There’s one other key to understanding Charlotte and As Good As Dead, and it’s something that floats through the background without ever quite becoming the focus: Charlotte is a recovering alcoholic, half-deafened after a drunken teenage accident. In some ways, this is the novel’s heartbeat, and like a heartbeat, you only hear it when you really listen for it. For instance, late in the novel, a student’s fevered discussion of David Foster Wallace unlocks something in Charlotte, but not once does Evans mention Wallace’s own famous relationship with addiction and AA—yet this absence somehow makes the strain of dependency in this book even more powerful.
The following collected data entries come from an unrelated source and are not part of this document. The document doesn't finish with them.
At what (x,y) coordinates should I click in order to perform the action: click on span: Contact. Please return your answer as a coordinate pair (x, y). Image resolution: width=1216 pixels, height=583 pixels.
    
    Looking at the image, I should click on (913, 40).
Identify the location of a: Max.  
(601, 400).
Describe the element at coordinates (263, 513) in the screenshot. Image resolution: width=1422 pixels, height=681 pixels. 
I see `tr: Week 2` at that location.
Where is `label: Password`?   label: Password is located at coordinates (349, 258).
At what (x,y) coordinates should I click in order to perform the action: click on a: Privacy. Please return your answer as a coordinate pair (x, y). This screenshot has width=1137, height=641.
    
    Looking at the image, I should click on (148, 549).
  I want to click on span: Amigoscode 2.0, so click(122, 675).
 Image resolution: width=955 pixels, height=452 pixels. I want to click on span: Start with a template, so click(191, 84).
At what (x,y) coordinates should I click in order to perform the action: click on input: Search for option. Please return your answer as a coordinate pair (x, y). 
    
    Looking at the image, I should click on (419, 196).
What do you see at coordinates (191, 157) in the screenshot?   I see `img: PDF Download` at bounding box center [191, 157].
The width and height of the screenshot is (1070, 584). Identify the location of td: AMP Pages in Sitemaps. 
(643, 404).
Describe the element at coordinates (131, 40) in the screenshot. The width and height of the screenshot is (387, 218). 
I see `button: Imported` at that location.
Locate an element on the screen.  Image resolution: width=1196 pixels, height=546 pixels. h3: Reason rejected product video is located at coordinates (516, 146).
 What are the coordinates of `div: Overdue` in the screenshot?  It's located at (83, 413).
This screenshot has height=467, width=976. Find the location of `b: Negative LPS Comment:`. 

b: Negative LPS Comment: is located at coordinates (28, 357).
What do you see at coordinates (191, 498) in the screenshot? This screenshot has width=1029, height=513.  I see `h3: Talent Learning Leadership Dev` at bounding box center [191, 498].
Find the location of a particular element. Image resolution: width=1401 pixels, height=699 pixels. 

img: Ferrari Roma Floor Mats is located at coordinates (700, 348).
“Charlotte has that classic thing: the egomaniac with the inferiority complex,” Evans says. “She’s insecure and wants attention. She’s shy and wants attention. She feels resentful for not getting attention. Those are all hallmarks of addicted people. In a way, her writing has helped her stay sober.” Charlotte has also dabbled in AA meetings, but hasn’t pursued them with any regularity.
During a particularly fraught scene, Charlotte and her husband visit Esmé’s house for dinner, and Esmé pours a glass of wine for Charlotte. “She’s in danger there,” Evans says, and the danger goes beyond the question of whether Esmé will reveal Charlotte’s secret: the danger is also whether Charlotte’s new troubles will push her back into drinking.
“It’s like her sponsor says: ‘If you went to more meetings…’ There’s probably some truth to that”—but only some, for Evans is too shrewd a writer to offer easy answers. But for a character as lost as Charlotte, maybe the meetings would be a good step: “At least she’d know where to go.”
Benjamin Rybeck is events coordinator at Brazos Bookstore in Houston. His writing appears in Electric Literature's The Outlet, Ninth Letter, The Rumpus, The Seattle Review, The Texas Observer, and elsewhere, and has received honorable mention in The Best American Nonrequired Readingand The Pushcart Prize Anthology.